MEPNet: Medical Entity-balanced Prompting Network for Brain CT Report Generation
Xiaodan Zhang, Yanzhao Shi, Junzhong Ji, Chengxin Zheng, Liangqiong Qu
TL;DR
MEPNet tackles biased learning of diverse medical entities in brain CT report generation by introducing entity-level visual embeddings and learning-status cues that are integrated into a multi-modal prompting framework for LLMs. It features a Knowledge-driven Joint Attention module that fuses explicit and implicit medical knowledge with scan features via cross attention and knowledge-masked self attention, and a Learning Status Scorer that produces status words used as prompts. The approach integrates entity embeddings, status embeddings, and scan embeddings into a structured multi-modal prompt, enabling the LLM to balance entity learning during generation. Experiments on BCT-CHR and CTRG-Brain show state-of-the-art results in both natural language and clinical evaluation metrics, demonstrating improved accuracy, completeness, and coherence in brain CT reports and illustrating potential applicability to other 3D medical reporting tasks.
Abstract
The automatic generation of brain CT reports has gained widespread attention, given its potential to assist radiologists in diagnosing cranial diseases.
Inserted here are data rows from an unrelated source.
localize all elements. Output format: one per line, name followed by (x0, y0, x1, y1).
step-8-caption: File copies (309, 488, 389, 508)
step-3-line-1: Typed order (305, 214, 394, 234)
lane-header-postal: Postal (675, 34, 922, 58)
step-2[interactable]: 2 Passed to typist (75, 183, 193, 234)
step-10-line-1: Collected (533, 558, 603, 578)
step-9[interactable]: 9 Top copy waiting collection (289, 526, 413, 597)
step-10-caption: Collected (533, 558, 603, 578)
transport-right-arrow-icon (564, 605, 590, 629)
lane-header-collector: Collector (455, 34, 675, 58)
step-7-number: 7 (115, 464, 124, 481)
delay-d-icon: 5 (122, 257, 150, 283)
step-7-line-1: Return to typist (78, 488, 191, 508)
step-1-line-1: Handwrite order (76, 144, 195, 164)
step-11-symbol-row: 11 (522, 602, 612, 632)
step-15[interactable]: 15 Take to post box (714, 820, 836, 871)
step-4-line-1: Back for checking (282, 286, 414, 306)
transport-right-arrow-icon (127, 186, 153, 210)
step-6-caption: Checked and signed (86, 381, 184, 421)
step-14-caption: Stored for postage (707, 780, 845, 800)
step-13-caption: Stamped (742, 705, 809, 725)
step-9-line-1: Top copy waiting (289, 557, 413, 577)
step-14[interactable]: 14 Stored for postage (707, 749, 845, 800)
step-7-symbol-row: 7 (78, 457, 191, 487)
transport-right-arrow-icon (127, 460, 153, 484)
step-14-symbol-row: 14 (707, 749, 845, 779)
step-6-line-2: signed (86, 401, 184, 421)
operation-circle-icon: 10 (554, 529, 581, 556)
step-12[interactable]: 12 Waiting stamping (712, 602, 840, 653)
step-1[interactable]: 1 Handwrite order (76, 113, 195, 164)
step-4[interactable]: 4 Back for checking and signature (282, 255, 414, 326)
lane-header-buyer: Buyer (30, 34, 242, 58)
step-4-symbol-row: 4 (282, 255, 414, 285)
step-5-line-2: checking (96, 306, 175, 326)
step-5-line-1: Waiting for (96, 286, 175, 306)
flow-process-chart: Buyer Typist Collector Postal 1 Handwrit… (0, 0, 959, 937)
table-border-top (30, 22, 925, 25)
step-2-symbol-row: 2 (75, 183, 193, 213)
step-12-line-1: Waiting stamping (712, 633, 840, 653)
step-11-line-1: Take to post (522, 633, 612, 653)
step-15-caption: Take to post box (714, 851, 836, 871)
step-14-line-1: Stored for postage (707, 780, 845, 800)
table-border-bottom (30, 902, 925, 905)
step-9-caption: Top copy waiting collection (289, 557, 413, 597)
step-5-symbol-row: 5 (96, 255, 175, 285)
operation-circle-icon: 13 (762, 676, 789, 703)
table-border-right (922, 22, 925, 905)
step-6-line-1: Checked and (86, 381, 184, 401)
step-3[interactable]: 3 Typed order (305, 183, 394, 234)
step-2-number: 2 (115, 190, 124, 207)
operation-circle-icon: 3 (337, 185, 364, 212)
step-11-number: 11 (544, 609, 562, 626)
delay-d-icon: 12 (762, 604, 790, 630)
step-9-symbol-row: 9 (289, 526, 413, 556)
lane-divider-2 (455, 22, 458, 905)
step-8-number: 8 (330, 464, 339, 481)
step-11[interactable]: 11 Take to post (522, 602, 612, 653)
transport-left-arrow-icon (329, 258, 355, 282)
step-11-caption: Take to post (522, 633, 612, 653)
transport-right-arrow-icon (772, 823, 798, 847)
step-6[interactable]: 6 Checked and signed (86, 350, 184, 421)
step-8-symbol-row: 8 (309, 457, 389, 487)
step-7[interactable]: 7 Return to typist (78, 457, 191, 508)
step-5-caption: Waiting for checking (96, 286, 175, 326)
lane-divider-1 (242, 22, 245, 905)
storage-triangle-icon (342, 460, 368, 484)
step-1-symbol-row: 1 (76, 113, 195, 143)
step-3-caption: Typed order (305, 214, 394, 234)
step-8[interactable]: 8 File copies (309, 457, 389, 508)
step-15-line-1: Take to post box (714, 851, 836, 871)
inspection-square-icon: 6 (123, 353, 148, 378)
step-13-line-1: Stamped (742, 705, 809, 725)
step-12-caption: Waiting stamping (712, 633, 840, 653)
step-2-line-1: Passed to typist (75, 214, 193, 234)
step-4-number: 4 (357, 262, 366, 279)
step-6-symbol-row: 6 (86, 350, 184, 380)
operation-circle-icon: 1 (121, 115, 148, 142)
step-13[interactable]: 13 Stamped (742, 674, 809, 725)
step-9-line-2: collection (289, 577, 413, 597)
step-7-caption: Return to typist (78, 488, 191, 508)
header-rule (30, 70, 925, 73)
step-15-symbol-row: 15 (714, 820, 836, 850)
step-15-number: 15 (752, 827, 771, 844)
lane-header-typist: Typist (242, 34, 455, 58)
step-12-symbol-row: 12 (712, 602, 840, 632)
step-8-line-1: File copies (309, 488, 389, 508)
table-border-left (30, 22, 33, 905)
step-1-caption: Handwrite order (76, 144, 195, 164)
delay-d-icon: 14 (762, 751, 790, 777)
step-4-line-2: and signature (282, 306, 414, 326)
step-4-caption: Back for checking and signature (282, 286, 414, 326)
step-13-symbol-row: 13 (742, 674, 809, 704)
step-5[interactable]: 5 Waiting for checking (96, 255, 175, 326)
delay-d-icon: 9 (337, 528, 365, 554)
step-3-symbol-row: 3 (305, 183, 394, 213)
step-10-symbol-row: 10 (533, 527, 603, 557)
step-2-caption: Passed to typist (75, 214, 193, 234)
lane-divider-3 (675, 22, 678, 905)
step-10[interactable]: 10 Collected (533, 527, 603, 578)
However, brain CT scans involve extensive medical entities, such as diverse anatomy regions and lesions, exhibiting highly inconsistent spatial patterns in 3D volumetric space. This leads to biased learning of medical entities in existing methods, resulting in repetitiveness and inaccuracy in generated reports. To this end, we propose a Medical Entity-balanced Prompting Network (MEPNet), which harnesses the large language model (LLM) to fairly interpret various entities for accurate brain CT report generation. By introducing the visual embedding and the learning status of medical entities as enriched clues, our method prompts the LLM to balance the learning of diverse entities, thereby enhancing reports with comprehensive findings. First, to extract visual embedding of entities, we propose Knowledge-driven Joint Attention to explore and distill entity patterns using both explicit and implicit medical knowledge. Then, a Learning Status Scorer is designed to evaluate the learning of entity visual embeddings, resulting in unique learning status for individual entities. Finally, these entity visual embeddings and status are elaborately integrated into multi-modal prompts, to guide the text generation of LLM. This process allows LLM to self-adapt the learning process for biased-fitted entities, thereby covering detailed findings in generated reports. We conduct experiments on two brain CT report generation benchmarks, showing the effectiveness in clinical accuracy and text coherence.